From early on, my life unfolded across languages, cultures, and traditions rather than within a single place.

Raised between Eastern Europe and the United States, I later settled in Paris. Moving between these very different ideological and cultural worlds shaped both my personal identity and my writing: history has never appeared to me as an abstract narrative, but as something experienced on an intimate level.

By the age of ten, literature had already become a private space where memory, thought, and imagination formed another reality. In my early teens, writing in Russian — my first language — I filled notebooks with poems and short fiction and completed two novels.

Music developed alongside literature. I gave my first concert at the age of six.

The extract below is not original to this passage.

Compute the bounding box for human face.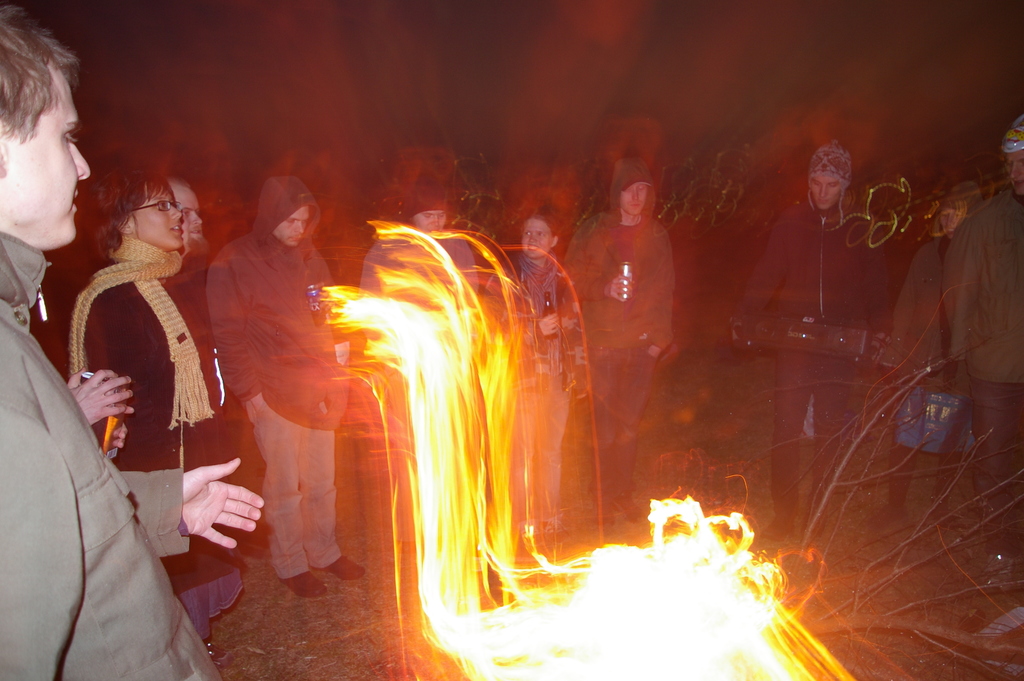
415,212,447,233.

My rigorous training at the Tchaikovsky Conservatory shaped my sense of rhythm, silence, and structure — elements that continue to influence my prose today.

After immigrating to the United States, I studied literature at UCLA and journalism at Columbia University.  Then at the age of 26, I settled in France, where I started to engage more directly with history, politics, and collective memory.

 

Alongside literature, I became a journalist for French television and now serve as Director of International Affairs at Le Journal du Parlement and Nouvelles Diplomatiques, Head of International Relations at the Comité de l’Europe, and a Professor of Geopolitics and Communication at HEC Paris.

 

I have contributed to numerous publications, including The UNESCO Courier and Figaro Vox, and participated in the Malraux Commission’s White Paper on European Culture.

These experiences deepened my understanding of political language — and of what official narratives often leave unspoken.

Literature, however, has forever remained my anchor: the one place where everything can be said without compromise.

 

My debut novel, The Children of Perestroika, published by Albin Michel, opens a trilogy devoted to fractured inheritances and families caught in the upheavals of the twentieth century, and to a voice — fragile at times, stubborn at others — still searching for love, beauty, and meaning in the heart of chaos.